Courtesy: IDF Blog
From the age of thirteen, Cpl. Ezra Friedman knew he wanted to join the IDF and become a combat soldier. Hearing his grandfather’s moving stories made him sure of it.
Corporal Ezra Friedman was born to a family with a distinguished heritage. His great grandfather on his mother’s side was a combat soldier in the United States Navy in World War I, and his grandfather was a combat pilot in Vietnam.
Cpl. Ezra Friedman with his mother’s parents
His grandfather on his father’s side was a fighter in the Jewish resistance movement against the Nazis during World War II. Listening to his grandfathers tell their stories throughout his childhood convinced Cpl. Friedman that he wanted to make Aliya. “Being the grandson of a holocaust survivor definitely has an affect on me in a very direct way,” Cpl. Friedman says. “The stories are very real and personal.”
The Jew who Posed as a Nazi to Save Lives
Cpl. Friedman’s grandfather, Fred Friedman
“I heard his story for the first time when I was eight years old, and I didn’t really understand it at the time. I heard it again around my bar mitzvah. That’s when I actually said out loud to my parents that I wanted to make Aliyah and join the IDF,” Cpl. Friedman says.
Cpl. Friedman’s grandfather, Fred Friedman, now 91 years old, and his entire family were on their way from Czechoslovakia to Hungary when they were caught by the Nazis and sent to Auschwitz. Only he and his sister managed to escape, but Fred never left the reality of the war. He served alongside the partisans, the leaders of the Jewish resistance movement.
The yeshiva-educated Fred Friedman obtained a false identity and posed as a member of the feared German secret police, the Gestapo.
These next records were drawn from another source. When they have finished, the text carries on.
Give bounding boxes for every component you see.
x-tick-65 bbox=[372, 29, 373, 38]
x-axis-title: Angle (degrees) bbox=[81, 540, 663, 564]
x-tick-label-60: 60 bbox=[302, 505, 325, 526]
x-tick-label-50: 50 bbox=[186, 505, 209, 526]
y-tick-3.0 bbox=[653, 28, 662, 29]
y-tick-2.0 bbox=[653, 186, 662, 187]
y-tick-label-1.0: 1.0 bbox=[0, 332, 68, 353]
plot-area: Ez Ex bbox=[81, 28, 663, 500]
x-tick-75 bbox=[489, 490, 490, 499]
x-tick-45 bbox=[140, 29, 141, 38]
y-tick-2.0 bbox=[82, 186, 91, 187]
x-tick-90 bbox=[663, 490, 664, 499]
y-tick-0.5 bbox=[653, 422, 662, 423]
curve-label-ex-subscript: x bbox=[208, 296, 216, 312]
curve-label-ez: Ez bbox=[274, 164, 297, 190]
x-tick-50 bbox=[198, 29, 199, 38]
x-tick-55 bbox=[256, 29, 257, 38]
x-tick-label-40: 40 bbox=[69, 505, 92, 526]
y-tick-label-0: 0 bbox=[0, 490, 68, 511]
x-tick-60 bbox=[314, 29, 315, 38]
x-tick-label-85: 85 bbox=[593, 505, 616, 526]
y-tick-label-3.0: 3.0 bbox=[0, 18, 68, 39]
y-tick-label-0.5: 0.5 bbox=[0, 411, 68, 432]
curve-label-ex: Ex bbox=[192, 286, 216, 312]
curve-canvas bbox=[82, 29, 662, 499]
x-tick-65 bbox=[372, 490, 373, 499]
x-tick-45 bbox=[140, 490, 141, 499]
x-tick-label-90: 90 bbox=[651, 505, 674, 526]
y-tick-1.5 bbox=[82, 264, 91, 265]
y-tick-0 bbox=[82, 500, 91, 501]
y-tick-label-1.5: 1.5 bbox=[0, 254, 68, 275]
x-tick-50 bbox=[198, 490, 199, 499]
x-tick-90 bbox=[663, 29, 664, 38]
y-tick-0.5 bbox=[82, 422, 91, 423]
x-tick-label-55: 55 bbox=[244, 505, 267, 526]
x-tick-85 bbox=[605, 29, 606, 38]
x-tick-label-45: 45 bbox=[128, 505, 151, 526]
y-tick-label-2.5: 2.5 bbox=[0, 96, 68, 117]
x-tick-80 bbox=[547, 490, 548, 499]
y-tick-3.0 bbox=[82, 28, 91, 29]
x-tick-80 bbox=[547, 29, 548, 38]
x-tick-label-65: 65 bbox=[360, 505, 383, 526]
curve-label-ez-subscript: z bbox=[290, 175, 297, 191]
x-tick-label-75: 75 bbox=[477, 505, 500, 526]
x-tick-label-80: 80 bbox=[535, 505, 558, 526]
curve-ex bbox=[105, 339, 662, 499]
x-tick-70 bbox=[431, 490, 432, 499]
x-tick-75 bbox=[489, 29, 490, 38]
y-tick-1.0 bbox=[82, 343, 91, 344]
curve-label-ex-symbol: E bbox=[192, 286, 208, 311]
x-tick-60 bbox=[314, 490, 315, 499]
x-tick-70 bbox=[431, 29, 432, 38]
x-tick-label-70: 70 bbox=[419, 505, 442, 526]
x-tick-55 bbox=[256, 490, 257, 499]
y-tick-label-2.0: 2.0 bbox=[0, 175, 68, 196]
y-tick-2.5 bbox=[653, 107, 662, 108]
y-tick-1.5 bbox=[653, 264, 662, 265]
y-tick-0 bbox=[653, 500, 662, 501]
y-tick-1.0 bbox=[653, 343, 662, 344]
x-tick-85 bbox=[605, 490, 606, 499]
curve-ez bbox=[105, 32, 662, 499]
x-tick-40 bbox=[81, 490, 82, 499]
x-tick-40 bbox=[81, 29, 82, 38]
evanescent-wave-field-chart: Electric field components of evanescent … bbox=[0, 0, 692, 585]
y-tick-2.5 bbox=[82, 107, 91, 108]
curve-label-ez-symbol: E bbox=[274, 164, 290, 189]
With his Aryan identity established by false papers, Friedman crossed over the border into Hungary, where he lived in relative safety.
In 1944, the large Jewish community of Hungary was no longer able to evade the horror of the concentration camps. Once the Nazis and their allies began rounding up Hungary’s Jews, Friedman found himself in a position to save between 60 and 70 lives. In June of that year, a young mother told Friedman of her two daughters, whom she had left behind in Debrecen. The two girls faced imminent deportation to Auschwitz. Friedman offered his services to save them from death at the hands of the Nazis.
The Slovakian Jew took a train to Debrecen and located the recovering mother’s two daughters. In Debrecen, Friedman took the two girls, as well as a dozen other children and three mothers who had asked for his help, to safe houses outside of Budapest.
While traveling from Debrecen, a Hungarian police officer accused the group with Friedman of being Jews. With a quick flash of his Gestapo I.D., the pseudo Gestapo-Mann managed to escape the officer’s suspicions. According to Friedman, everyone in his Debrecen group survived the war.
Friedman made many similar trips to cities in Hungary, rescuing children from the clutches of those who sought to send them to their deaths. Even sometimes, says Friedman, he would save people “right off the street” in Budapest.
In His Footsteps
When he was 19 years old, Cpl. Friedman decided to make his dream of Aliya a reality. He left his family in the United States and joined the IDF as a combat medic in the Armored Corps.
Cpl. Friedman with a friend from the army
“I love helping people and taking care of people,” Cpl. Friedman says. “The way I look at it is that I want to live here and part of that is serving in the army. And the way that I think I can give my most in the army is to be a combat soldier. So that’s why I’m here. If we don’t protect Israel, who will?”